Frankfurt International Airport

 Frankfurt International Airport

The Airport City That Wants to Be the New Model for Meetings and Knowledge Sharing

has been expanding over the last decade into a self-described “airport city” to meet growing passenger demand, expected to jump from 61 million people today to as high as 73 million by 2021.

The airport city concept is gaining traction in numerous large gateway destinations around the world from Dallas to Doha. However, the consensus today is that these airports cannot maintain competitive advantage by the size of their infrastructure and volume of connectivity alone, due to the continual buildup of so many airports in today’s major markets.

That’s according to the House of Logistics & Mobility (HOLM) at Frankfurt Airport. The think tank is attempting to help Europe’s third busiest gateway also evolve — beyond just its infrastructure growth — into an advanced-industry knowledge cluster and high-tech business incubator.

The end goal is three-fold. One mandate is to drive more stopover traffic for business travelers and conference delegates into Frankfurt airport by providing a heightened value proposition relating to better networking and knowledge sharing opportunities. The second is to position the Frankfurt airport city as one of the world’s leading knowledge hubs in the logistics and mobility industry. The third is to position the entire Frankfurt Rhine-Main metropolitan area as a leading business capital for people and businesses in motion in the on-demand economy.

“The city of the future is an international, interdisciplinary knowledge-sharing machine,” Dr. Stefan Walter told me in 2011 when I first visited HOLM. Back then he was the managing director of the facility, but he has since moved on to consultancy work.

Dr. Walter explained that the global knowledge economy is grounded in the quality of so many different cities’ transportation networks, most notably their airports. In Frankfurt’s case, however, he said the fast-growing U.A.E. carriers (Emirates and Etihad) have been encroaching on Frankfurt-based Lufthansa’s dominance along many of its international routes for years. Therefore, that increasing competitiveness encroaches on the airport’s ability not just to fill seats, but to drive competitive advantage to the city in general.

“Dubai is trying to become the node between Asia and South America, which is affecting the future of logistics and mobility on a global scale,” Dr. Walter told me. “So this is about finding the strengths of our strengths, our core competencies, and for Germany, that’s knowledge and infrastructure. It’s also about connecting ideas.”

The infrastructure part of the equation has been established. The airport opened a fourth runway in 2011 to support the massive new CargoCity facility. Adjacent to the airport, THE SQUAIRE is a sleek conference, hotel and office complex that opened in 2012, positioned as a self-contained “New Work City.” Following that, the Gateway Gardens mixed-use community opened with more hotels, more office space, more R&D facilities, and the new HOLM building and conference space. Looking ahead, a third terminal is scheduled to open in 2021.

As for Germany’s other core competency — knowledge and advanced industry expertise — that’s where HOLM fits into the grand scheme of things as hub and central gathering place for the growing logistics and mobility cluster in the region.

“Clusters are geographic concentrations of interconnected companies, specialized suppliers, service providers, and associated institutions in a particular field that are present in a nation or region,” explains Harvard professor Michael Porter, who has informed HOLM’s strategy considerably. “Clusters arise because they increase the productivity with which companies can compete.”

Except complicating matters, he says, sectors are merging into one another due to the rise of technology and rapidly digitizing businesses. Automotive and information technology, for example, are no longer completely different sectors, requiring more enthusiastic sharing on knowledge than ever before.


▶ TASK OBJECTIVE: Where does the string "will" appear in the material? Copy each line that holds it.

▶ DATA SHOWN:
▽
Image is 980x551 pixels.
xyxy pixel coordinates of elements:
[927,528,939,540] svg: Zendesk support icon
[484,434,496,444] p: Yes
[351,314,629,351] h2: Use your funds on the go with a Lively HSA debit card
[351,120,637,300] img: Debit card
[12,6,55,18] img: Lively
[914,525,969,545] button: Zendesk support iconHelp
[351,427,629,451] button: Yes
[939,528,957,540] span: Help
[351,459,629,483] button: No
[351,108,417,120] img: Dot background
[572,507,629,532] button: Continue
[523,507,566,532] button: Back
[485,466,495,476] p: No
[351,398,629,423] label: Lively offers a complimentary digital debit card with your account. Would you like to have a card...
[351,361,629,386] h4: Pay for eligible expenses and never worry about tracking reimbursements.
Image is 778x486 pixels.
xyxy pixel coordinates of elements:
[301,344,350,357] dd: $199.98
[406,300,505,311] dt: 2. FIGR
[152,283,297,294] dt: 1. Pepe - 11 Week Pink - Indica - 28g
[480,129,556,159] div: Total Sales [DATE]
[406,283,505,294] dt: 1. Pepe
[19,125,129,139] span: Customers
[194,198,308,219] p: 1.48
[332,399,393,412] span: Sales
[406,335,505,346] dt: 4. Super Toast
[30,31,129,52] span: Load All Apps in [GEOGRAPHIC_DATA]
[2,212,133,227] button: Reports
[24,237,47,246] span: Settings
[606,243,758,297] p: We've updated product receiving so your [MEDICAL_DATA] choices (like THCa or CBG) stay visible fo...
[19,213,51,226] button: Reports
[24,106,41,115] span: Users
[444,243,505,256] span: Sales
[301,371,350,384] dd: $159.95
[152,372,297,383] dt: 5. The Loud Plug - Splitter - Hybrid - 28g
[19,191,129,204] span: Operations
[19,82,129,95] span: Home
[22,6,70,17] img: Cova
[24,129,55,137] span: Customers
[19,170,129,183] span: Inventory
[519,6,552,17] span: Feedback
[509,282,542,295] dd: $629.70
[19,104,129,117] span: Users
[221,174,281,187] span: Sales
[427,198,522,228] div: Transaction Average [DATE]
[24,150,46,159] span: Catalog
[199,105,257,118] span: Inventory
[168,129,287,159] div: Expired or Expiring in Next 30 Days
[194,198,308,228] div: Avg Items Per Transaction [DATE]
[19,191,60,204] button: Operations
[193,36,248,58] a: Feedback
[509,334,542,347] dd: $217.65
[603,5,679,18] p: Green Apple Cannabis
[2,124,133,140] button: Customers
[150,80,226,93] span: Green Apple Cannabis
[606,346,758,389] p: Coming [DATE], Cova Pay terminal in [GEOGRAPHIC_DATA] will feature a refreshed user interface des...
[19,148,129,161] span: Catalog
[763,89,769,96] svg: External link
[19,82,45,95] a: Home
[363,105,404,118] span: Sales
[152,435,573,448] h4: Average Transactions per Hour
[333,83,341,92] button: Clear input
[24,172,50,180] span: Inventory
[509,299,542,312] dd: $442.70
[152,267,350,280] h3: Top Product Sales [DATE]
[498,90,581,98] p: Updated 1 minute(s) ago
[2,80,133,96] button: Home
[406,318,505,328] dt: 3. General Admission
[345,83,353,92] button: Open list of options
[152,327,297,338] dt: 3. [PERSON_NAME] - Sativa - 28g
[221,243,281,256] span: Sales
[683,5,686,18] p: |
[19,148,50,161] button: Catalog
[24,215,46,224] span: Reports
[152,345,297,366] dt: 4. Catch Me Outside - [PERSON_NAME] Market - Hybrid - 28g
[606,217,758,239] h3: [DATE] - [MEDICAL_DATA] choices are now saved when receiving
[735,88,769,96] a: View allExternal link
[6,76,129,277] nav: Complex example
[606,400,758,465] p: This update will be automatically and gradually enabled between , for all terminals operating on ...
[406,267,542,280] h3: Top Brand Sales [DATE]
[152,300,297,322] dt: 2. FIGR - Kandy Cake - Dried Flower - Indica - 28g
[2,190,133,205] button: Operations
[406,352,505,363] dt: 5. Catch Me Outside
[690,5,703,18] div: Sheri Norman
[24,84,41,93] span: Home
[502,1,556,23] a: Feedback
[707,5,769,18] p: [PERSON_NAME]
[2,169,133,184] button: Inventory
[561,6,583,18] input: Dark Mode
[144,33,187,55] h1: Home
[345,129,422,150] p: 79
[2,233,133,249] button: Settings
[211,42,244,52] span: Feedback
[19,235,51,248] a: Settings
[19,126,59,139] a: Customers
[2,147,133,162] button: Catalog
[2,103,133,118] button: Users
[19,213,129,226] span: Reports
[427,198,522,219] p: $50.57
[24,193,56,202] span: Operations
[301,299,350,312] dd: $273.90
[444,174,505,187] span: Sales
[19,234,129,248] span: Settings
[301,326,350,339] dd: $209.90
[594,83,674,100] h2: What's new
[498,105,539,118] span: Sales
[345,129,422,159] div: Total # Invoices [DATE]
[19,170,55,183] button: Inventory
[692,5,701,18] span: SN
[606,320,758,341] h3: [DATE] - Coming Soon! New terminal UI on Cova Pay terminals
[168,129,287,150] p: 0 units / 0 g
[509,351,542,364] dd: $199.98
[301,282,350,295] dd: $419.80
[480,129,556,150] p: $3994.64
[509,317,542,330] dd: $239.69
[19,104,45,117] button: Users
△
▶ RESULT OF THIS EXERCISE:
[606,346,758,389] p: Coming [DATE], Cova Pay terminal in [GEOGRAPHIC_DATA] will feature a refreshed user interface des...
[606,400,758,465] p: This update will be automatically and gradually enabled between , for all terminals operating on ...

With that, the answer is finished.